Add in the bonus confusion that you may not have even been trying to run vim, and in fact may not know what it is (hey, everyone's a beginner some time), but have landed there due to a default $EDITOR value.

[EDIT] also, a typical mid-level computer user's tendency to slap "ESC" when panicked. Ha!


Which OS/Linux distribution set default $EDITOR to vim? Personally I've never seen one, and I don't think vim is a sane default value for $EDITOR.


I dunno if it's actually vim or some variation on it, but it is the default on, for example, Arch Linux, although I believe most other distros dropped me into it as well (e.g. git commit / rebase -i).

If there is such a thing as user hostile in the world of CLI tools, then dropping the user unannounced into vi with some open buffer most definitely counts as user hostile.


Don't know about $EDITOR, but if you issue a git commit in Windows, and forget to specify -m, then you end up in vim.


In Jessie, visudo lands you in nano, unless you explicitly set the $EDITOR.


What are your thoughts on $VISUAL?


> you may not have even been trying to run vi

git rebase -i

For example


Ok, so anyone with any terminal experience but no vim experience would press <ctrl>-c.

Then, the program tells them "Type :quit<Enter> to exit Vim"

And if the user is capable of reading, they shouldn't have any problem.

If they don't know about ctrl-c, they shouldn't be using a terminal editor.


Try actually following those instructions. They don't work. There is a step missing, and you may get warnings even if you know to hit escape first.


You don't have to hit escape, ctrl-c puts you in normal mode.

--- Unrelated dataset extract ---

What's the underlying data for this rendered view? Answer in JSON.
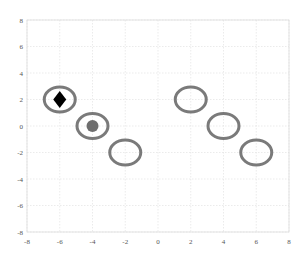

If vim opens and that's the first thing you try, then it'll work, yeah.

But if you've typed anything, this won't quite work. <ctrl> c will take you out of insert mode, but won't offer any prompt. <ctrl> c again will bring up the quit prompt, but that's not intuitive the way doing it the first time is. And if you type the wrong thing after the first <ctrl> c, you'll break back into insert mode and have to take another run at it.

I remember getting stuck in vim because git bash uses it as a default editor. It happened when I forgot to enter a commit message, which meant that I started typing a commit message and thereby lost the useful prompt when I went to quit.

edit: per another thread, this gets far worse if you don't realize the ':' is active and not a prompt to "type: quit". That error sets off a maze that will never show you the prompt again to find your mistake.


E37: No write since last change (add ! to override)


In that case I'd just close the terminal window if I was running the terminal from a GUI session. Does that count?